"Imagine he's looking at the spectrum of light. He puts his thermometer at the very end of the longest wavelengths, what's going to be your red, your hot wavelengths, and he realizes that his temperature of his thermometer continues to increase in temperature. What does this tell us? This tells us that there's something beyond what we can physically see. There's something beyond that red wavelength that we can see."
"Infrared light is the wavelength or a spectrum of light that goes beyond the visible light spectrum. Like so many other experiments, Sir William Herschel was not actually looking for this infrared light. He couldn't, it's invisible. He was not looking for infrared light, but he stumbled upon it like many great discoveries that you find throughout human history. This is going to be the image of the Tarantula Nebula."
In 1800 Sir William Herschel discovered infrared by measuring rising temperature beyond the red end of the visible spectrum, calling it invisible heat or dark heat. Infrared light occupies wavelengths longer than visible light and enables observation of objects hidden to optical telescopes. Infrared imaging reveals structures such as the Tarantula Nebula and allows detection of very distant, early stars and galaxies, including objects whose light dates back 13 billion years. Modern observatories combine sophisticated hardware and software to capture and process infrared data, producing high-resolution images of obscured and ancient cosmic sources.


→ **Task brief**
Search the data below for the word "plot" and copy each line that holds it.

→ **Supplied data**

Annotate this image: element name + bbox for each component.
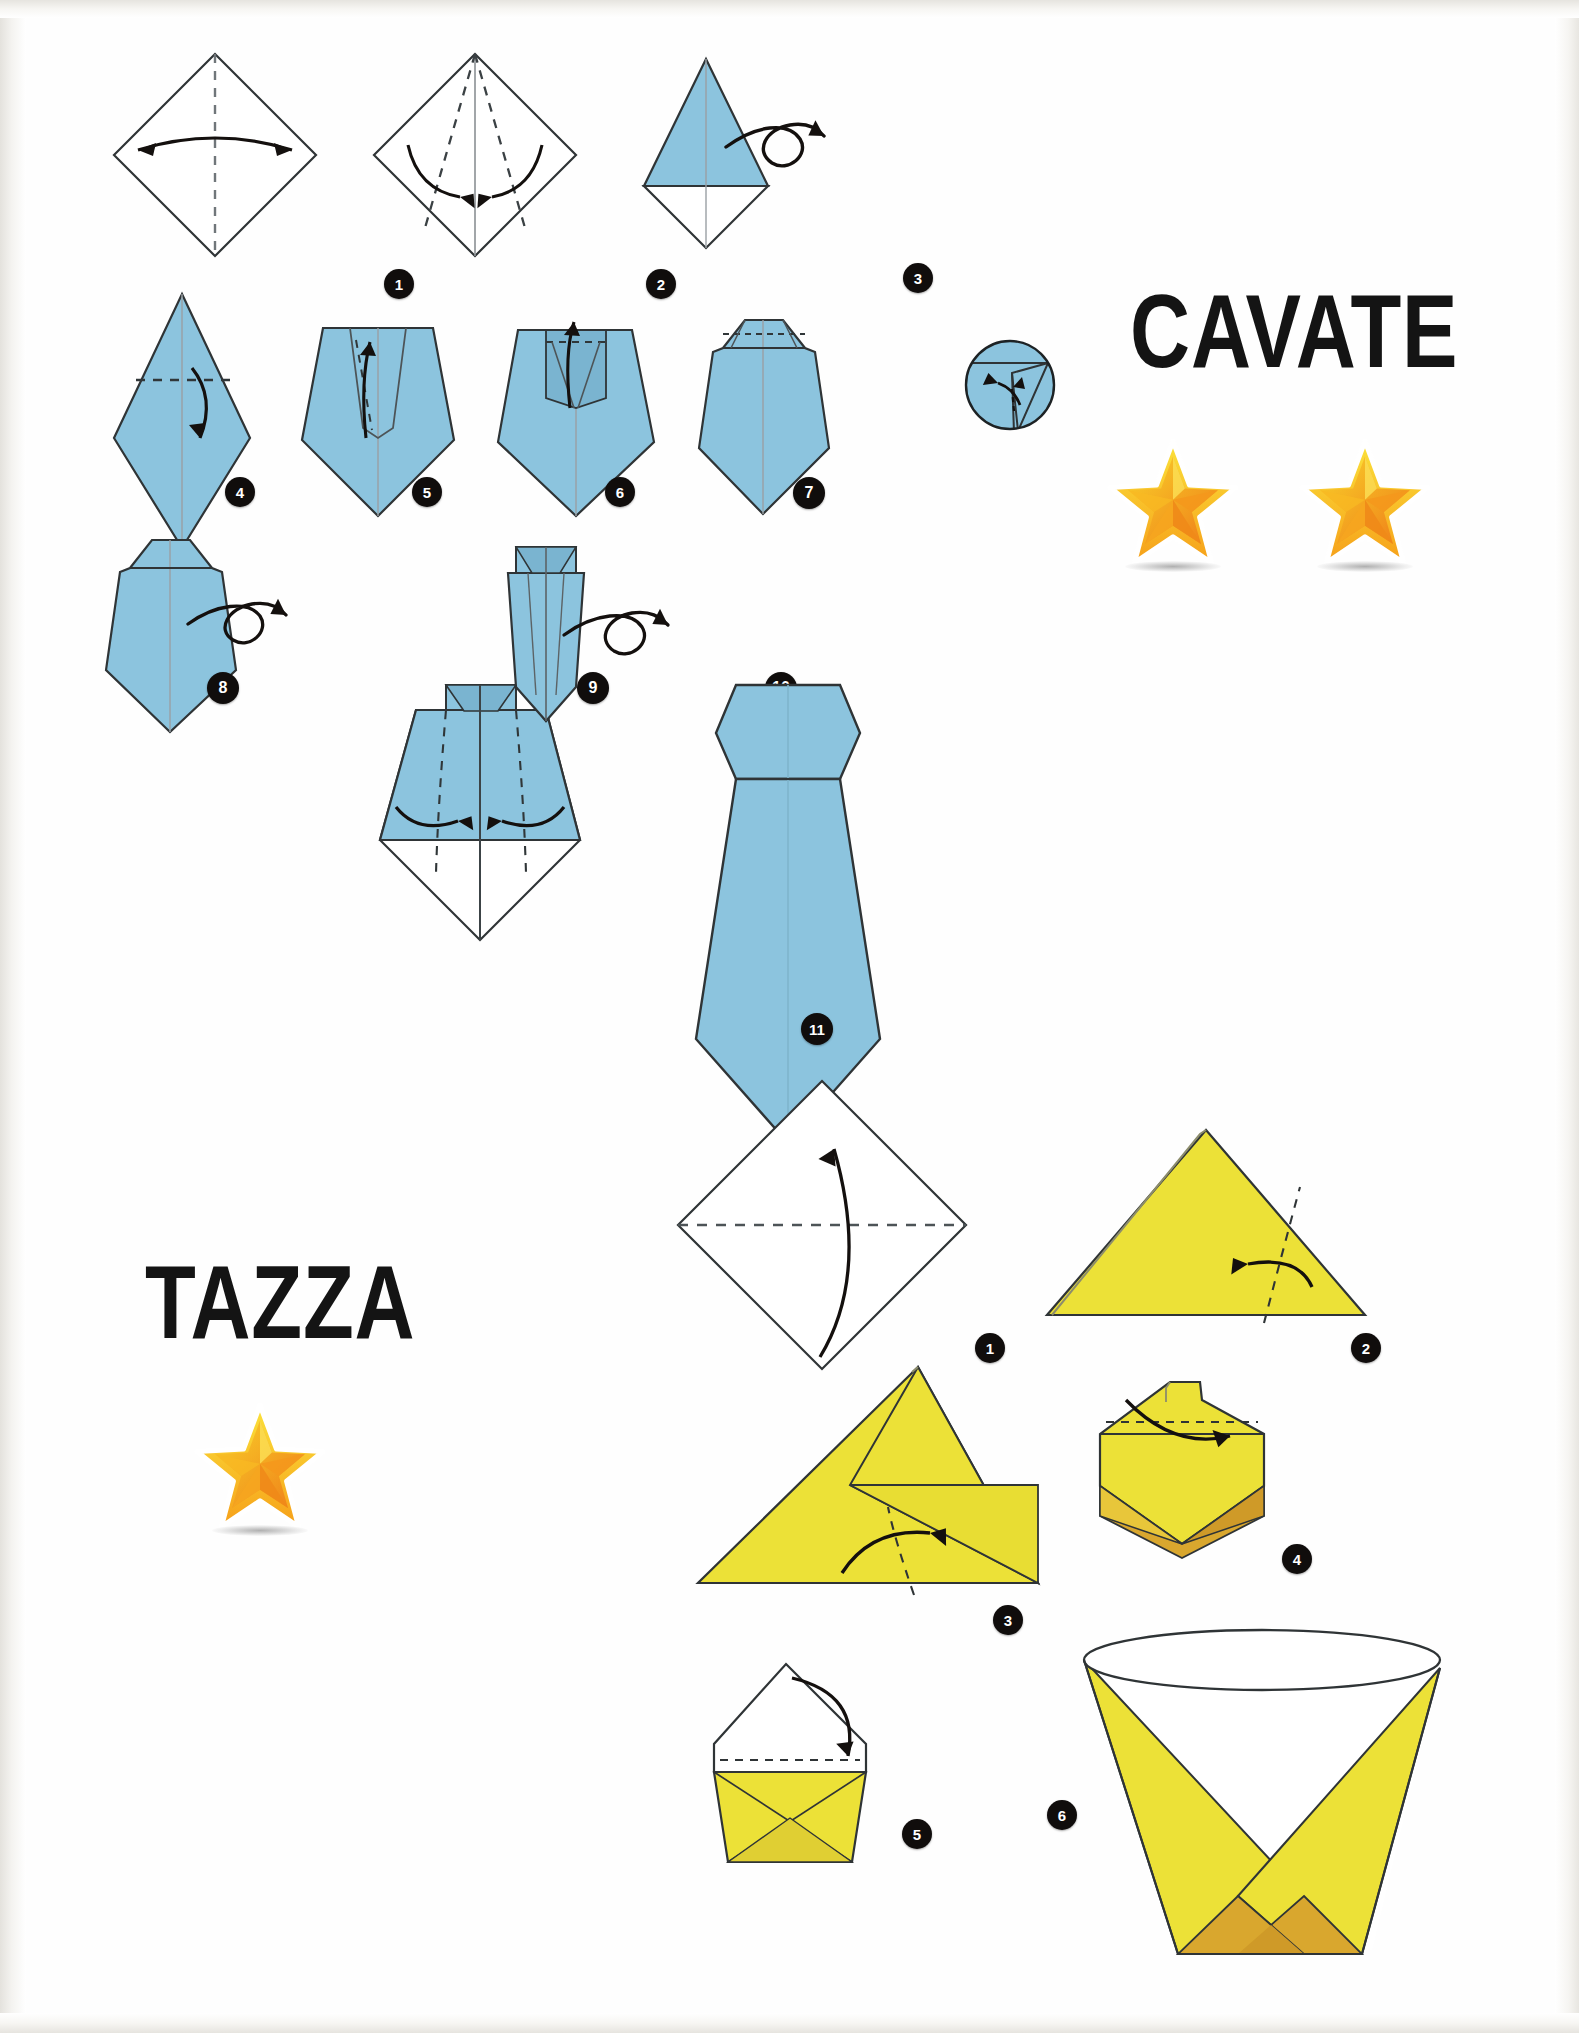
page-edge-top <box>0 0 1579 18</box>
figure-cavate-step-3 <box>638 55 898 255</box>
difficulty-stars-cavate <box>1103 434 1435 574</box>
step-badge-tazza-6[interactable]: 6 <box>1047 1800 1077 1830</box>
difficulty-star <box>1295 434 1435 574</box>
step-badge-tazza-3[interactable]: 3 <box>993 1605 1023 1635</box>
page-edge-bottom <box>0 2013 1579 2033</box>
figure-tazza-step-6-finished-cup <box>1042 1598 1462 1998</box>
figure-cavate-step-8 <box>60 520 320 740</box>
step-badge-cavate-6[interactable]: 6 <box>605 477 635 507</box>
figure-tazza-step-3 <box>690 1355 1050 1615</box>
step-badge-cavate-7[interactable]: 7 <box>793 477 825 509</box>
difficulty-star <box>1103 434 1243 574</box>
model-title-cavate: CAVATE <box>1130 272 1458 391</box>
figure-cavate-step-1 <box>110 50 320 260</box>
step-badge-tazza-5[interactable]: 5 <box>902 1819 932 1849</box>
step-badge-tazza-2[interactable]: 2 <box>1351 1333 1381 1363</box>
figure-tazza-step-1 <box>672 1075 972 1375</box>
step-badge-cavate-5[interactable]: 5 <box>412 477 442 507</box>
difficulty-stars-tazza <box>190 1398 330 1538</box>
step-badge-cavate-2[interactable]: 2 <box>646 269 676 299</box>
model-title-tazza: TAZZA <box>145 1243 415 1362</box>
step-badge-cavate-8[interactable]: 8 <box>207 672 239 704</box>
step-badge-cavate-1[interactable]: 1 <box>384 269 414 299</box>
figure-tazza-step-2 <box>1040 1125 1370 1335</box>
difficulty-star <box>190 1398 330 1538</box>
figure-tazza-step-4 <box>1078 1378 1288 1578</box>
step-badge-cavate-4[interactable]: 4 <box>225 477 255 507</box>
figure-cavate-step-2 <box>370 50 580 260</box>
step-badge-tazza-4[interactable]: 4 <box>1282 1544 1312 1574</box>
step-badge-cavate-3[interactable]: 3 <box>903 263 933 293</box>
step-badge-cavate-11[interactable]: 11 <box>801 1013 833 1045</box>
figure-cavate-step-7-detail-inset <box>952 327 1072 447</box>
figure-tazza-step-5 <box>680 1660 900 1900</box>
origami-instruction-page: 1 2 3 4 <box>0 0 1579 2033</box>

---

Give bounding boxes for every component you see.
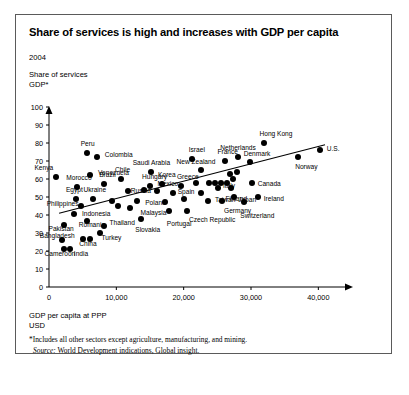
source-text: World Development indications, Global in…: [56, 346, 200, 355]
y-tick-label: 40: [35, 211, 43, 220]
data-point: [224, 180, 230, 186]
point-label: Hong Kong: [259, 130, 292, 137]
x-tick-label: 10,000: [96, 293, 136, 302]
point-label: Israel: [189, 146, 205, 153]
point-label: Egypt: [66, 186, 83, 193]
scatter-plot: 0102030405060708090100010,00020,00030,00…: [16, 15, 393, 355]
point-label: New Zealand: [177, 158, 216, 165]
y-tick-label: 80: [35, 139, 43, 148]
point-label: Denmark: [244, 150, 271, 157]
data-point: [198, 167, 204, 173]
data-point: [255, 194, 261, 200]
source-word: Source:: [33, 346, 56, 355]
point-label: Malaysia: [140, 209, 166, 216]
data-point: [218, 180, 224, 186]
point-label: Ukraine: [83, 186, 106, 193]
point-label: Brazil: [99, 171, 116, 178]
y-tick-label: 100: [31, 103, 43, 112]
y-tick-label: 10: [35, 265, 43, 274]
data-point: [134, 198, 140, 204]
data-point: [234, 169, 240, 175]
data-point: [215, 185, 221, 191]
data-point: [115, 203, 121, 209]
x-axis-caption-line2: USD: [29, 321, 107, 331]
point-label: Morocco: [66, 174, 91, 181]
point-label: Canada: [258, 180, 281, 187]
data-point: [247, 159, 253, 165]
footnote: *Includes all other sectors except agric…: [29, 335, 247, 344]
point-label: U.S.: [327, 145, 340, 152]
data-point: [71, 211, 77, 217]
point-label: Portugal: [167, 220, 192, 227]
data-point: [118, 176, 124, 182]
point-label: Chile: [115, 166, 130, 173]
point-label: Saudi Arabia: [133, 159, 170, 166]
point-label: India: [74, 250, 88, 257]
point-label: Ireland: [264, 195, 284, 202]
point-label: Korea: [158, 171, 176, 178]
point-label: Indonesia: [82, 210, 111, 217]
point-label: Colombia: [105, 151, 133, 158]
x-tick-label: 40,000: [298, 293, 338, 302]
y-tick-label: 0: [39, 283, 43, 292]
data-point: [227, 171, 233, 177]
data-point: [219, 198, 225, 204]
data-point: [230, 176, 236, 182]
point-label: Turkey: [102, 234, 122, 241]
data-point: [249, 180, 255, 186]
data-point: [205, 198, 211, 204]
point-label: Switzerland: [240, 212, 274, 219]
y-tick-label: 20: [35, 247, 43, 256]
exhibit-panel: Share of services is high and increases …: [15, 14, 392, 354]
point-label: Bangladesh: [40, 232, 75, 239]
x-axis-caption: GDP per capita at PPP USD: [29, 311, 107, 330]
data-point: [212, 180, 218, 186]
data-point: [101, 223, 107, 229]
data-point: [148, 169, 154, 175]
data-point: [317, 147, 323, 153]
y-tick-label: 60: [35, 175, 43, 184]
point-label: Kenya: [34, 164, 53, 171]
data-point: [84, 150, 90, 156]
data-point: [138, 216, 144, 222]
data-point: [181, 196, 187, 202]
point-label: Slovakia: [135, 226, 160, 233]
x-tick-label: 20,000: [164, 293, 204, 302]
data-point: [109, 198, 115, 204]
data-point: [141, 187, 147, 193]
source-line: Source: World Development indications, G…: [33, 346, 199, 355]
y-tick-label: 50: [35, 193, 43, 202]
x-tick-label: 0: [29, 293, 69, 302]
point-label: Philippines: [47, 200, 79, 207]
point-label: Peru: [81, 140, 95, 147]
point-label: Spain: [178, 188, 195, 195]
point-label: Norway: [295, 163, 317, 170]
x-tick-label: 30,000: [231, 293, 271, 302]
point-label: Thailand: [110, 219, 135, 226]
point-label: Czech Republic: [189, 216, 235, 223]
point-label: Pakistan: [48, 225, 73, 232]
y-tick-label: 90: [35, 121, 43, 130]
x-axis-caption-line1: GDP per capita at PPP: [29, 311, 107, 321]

---

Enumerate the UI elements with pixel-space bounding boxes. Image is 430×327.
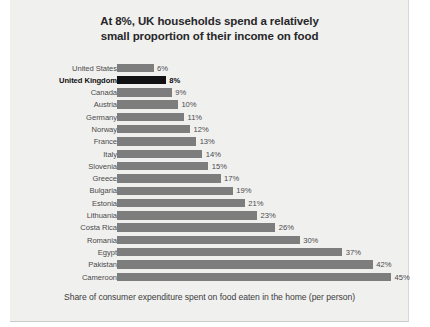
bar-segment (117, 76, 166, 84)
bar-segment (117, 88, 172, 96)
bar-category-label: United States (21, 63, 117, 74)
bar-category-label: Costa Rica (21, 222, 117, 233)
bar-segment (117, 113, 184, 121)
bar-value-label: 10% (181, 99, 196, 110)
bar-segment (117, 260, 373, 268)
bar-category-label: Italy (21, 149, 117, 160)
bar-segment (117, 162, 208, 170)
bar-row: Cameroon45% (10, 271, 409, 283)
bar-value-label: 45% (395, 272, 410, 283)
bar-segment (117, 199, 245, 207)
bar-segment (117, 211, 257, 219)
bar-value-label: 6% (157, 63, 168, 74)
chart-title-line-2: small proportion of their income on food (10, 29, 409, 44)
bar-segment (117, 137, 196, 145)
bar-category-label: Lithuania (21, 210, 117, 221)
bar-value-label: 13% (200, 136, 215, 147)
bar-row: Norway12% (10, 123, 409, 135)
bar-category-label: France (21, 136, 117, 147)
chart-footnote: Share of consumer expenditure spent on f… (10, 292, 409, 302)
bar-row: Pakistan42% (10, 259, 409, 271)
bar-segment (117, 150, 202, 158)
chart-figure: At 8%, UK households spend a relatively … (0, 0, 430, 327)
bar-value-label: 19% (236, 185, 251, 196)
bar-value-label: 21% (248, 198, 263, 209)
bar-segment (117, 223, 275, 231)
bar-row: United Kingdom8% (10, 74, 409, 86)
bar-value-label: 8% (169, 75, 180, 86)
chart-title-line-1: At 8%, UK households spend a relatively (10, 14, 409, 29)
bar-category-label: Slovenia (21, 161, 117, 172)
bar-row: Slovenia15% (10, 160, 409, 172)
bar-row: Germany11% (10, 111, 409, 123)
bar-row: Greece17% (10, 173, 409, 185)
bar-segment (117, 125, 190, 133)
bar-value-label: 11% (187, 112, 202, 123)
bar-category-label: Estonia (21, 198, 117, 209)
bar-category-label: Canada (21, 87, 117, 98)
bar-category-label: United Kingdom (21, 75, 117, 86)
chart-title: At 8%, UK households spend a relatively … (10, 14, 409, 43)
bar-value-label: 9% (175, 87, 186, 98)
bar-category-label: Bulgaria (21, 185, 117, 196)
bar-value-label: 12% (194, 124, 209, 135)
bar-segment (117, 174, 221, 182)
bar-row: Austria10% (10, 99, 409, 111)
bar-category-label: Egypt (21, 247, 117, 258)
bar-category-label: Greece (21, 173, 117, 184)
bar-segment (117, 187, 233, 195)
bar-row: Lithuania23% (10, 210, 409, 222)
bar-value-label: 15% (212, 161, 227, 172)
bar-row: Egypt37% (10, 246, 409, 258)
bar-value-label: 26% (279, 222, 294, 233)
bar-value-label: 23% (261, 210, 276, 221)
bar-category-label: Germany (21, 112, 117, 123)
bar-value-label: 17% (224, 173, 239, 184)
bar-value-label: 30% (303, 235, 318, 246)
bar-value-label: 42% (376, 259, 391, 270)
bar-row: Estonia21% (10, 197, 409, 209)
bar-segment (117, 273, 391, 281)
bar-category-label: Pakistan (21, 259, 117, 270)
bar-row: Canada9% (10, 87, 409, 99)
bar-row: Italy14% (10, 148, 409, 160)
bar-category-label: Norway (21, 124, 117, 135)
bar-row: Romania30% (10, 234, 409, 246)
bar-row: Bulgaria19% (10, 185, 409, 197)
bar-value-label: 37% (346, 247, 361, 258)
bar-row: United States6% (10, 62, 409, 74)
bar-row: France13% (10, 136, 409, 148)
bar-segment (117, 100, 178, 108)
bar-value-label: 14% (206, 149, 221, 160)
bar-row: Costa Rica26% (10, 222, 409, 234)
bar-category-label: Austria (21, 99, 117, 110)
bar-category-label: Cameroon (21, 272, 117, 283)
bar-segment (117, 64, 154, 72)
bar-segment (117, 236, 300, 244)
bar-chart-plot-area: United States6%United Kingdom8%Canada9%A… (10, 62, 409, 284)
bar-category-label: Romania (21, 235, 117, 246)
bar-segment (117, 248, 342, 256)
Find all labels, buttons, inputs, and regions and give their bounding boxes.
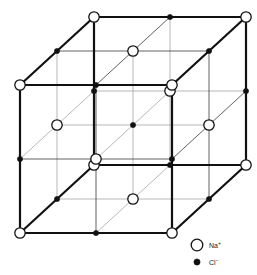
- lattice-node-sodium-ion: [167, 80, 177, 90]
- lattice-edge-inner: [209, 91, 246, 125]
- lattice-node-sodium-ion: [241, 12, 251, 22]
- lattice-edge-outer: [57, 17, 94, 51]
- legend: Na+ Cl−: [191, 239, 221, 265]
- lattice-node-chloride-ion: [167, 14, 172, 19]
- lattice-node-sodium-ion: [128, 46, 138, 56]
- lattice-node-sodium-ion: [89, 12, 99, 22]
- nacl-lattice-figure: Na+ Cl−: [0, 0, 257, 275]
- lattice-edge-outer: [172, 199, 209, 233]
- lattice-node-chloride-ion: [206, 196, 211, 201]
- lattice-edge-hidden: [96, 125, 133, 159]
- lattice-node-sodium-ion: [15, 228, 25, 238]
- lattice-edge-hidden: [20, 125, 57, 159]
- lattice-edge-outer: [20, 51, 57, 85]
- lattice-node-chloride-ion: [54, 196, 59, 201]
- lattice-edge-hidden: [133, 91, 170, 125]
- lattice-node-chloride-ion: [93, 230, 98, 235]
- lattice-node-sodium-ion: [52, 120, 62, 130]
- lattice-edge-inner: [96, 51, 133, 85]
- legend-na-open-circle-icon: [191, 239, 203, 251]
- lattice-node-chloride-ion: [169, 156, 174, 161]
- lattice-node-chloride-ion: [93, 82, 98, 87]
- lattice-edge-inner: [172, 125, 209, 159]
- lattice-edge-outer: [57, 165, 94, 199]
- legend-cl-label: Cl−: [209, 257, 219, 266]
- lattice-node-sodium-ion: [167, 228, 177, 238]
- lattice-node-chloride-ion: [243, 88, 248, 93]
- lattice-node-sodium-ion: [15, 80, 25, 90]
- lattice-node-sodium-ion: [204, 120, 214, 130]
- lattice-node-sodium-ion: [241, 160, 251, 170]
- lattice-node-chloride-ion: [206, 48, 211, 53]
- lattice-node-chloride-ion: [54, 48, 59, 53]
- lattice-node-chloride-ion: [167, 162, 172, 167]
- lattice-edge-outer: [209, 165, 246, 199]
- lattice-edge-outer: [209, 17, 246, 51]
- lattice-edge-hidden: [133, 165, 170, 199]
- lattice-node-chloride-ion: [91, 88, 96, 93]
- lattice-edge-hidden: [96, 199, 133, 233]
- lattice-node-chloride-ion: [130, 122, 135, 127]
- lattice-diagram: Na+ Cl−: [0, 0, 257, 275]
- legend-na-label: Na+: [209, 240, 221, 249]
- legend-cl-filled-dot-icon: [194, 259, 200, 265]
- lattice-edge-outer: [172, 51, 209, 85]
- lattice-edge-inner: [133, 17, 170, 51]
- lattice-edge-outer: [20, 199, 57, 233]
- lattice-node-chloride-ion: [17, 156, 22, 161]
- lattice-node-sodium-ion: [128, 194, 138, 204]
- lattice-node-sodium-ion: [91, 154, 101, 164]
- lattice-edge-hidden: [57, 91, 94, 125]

→ **Task result**
scatter-plot: 0102030405060708090100010,00020,00030,00…: [16, 15, 393, 355]
bar-chart-plot-area: United States6%United Kingdom8%Canada9%A… (10, 62, 409, 284)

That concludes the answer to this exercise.